The Kepley researchers hope the project can be developed into a largerscale model that will offer a more humane and sustainable way to harvest blood from crabs while also allowing wild populations to flourish without the impact of being bled. Beyond that, Sterling points to research into synthetic alternatives that could replace the need to draw blood from the crabs altogether. Eli Lilly, for example, has developed a compound that has been used in some testing and has been FDA approved for testing water sterility.
"The harvesting of crabs for biomedical research is critical for human well-being, but it's important to take into consideration the timeline of the relationship between birds and crabs that has developed over thousands of years," says Sterling. "Reducing pressure on the horseshoe crabs would help birds, and it also would help the crabs."
For Jekyll, the horseshoe crab experiment represents another step in the island's wide-ranging conservation efforts. "In terms of this project, our goal is to step back and let the research unfold," says Benjamin Carswell, Director of Conservation for the Jekyll Island Authority. The horseshoe crab project, with its potential to advance medical research, aid migratory birds, and to bolster the crab population up and down the coast, marks a reach beyond local conservation.
H"This is exciting for us to host and be part of," Carswell says. "Regionally and even globally, the impact of this project goes far beyond Jekyll."

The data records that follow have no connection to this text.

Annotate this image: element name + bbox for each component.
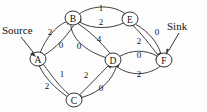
node-b[interactable]: B: [65, 11, 81, 25]
node-label-f: F: [161, 56, 166, 66]
graph-diagram: 2 0 1 2 0 4: [0, 0, 207, 112]
node-label-b: B: [70, 14, 76, 24]
annotation-pointer-source: [21, 37, 33, 52]
edge-label-b-e: 1: [99, 3, 104, 13]
edge-label-f-e: 2: [137, 36, 142, 46]
edge-label-c-d: 2: [84, 70, 89, 80]
annotation-label-source: Source: [2, 24, 33, 36]
edge-f-d: 2: [114, 64, 161, 79]
edge-b-a: 0: [39, 26, 73, 58]
node-label-a: A: [35, 55, 42, 65]
graph-canvas: 2 0 1 2 0 4: [0, 0, 207, 112]
edge-label-d-c: 0: [99, 83, 104, 93]
edge-c-d: 2: [79, 63, 113, 96]
edge-label-d-f: 0: [137, 50, 142, 60]
edge-a-b: 2: [41, 20, 72, 52]
edge-label-e-f: 0: [155, 27, 160, 37]
annotation-pointer-sink: [169, 33, 179, 50]
edge-label-a-b: 2: [48, 27, 53, 37]
node-c[interactable]: C: [66, 93, 82, 107]
edge-label-f-d: 2: [137, 69, 142, 79]
node-label-c: C: [71, 96, 77, 106]
annotation-label-sink: Sink: [167, 20, 188, 32]
node-d[interactable]: D: [105, 53, 121, 67]
node-label-e: E: [127, 15, 133, 25]
edge-label-c-a: 2: [45, 81, 50, 91]
edge-e-b: 2: [76, 17, 124, 28]
annotation-sink: Sink: [166, 20, 187, 55]
edge-path-d-b: [79, 24, 111, 53]
edge-label-b-d: 0: [77, 41, 82, 51]
node-label-d: D: [110, 56, 117, 66]
edge-b-e: 1: [80, 3, 129, 16]
node-e[interactable]: E: [122, 12, 138, 26]
edge-b-d: 0: [71, 26, 111, 62]
edge-label-b-a: 0: [59, 40, 64, 50]
annotation-source: Source: [2, 24, 36, 57]
node-f[interactable]: F: [156, 53, 172, 67]
edge-label-e-b: 2: [99, 17, 104, 27]
edge-label-a-c: 1: [60, 69, 65, 79]
edge-label-d-b: 4: [97, 34, 102, 44]
edge-c-a: 2: [37, 62, 67, 97]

How you can help both horseshoe crabs and shorebirds at the beach
Do the Flip
If you spot an upside-down crab, simply flip it over so it can find its way back to the ocean. Or carry it (by the sides of the shell) and place it close to the water. (Don’t pick it up by the tail.) In some parts of the East Coast, volunteers walk the beaches and flip the crabs. Wrong-way-up crabs—prevalent on coastlines with man-made structures such as breakwaters and in places like Jekyll, where strong tides can toss the creatures—can get stuck if you don’t help out. “They might look scary but they don’t sting and they can’t hurt you,” says UGA marine scientist Bryan Fluech.
Spare the Eggs
The eggs are tiny, green spheres, laid near the surface of the sand. “They look like green BBs, or those nonpareil candies that decorate cakes,” says Sterling. If you see them washed up on the shore, leave them alone so shorebirds can feast.
Don’t Bug the Birds
Resist the urge to rush at birds to prompt them to fly en masse. That might make for a great Instagram moment, but it can have a devastating impact on the birds. “They only have a short window of time to put on the weight they need,” and the energy required for a burst of flight or feeling pressured to move on to another section of beach can slow that process, says Sterling. If birds don’t build those reserves, “they will not make it and won’t survive the journey or breed successfully when they arrive.”
Fill In Those Holes
Digging big pits in the sand might seem like fun, but those holes can be treacherous for creatures such as sea turtles and horseshoe crabs. They can get trapped. Fill in holes before you leave the beach for the day. “The golden rule,” says Fluech, is to “be mindful of marine life, on the beaches, in the air, and in the water.”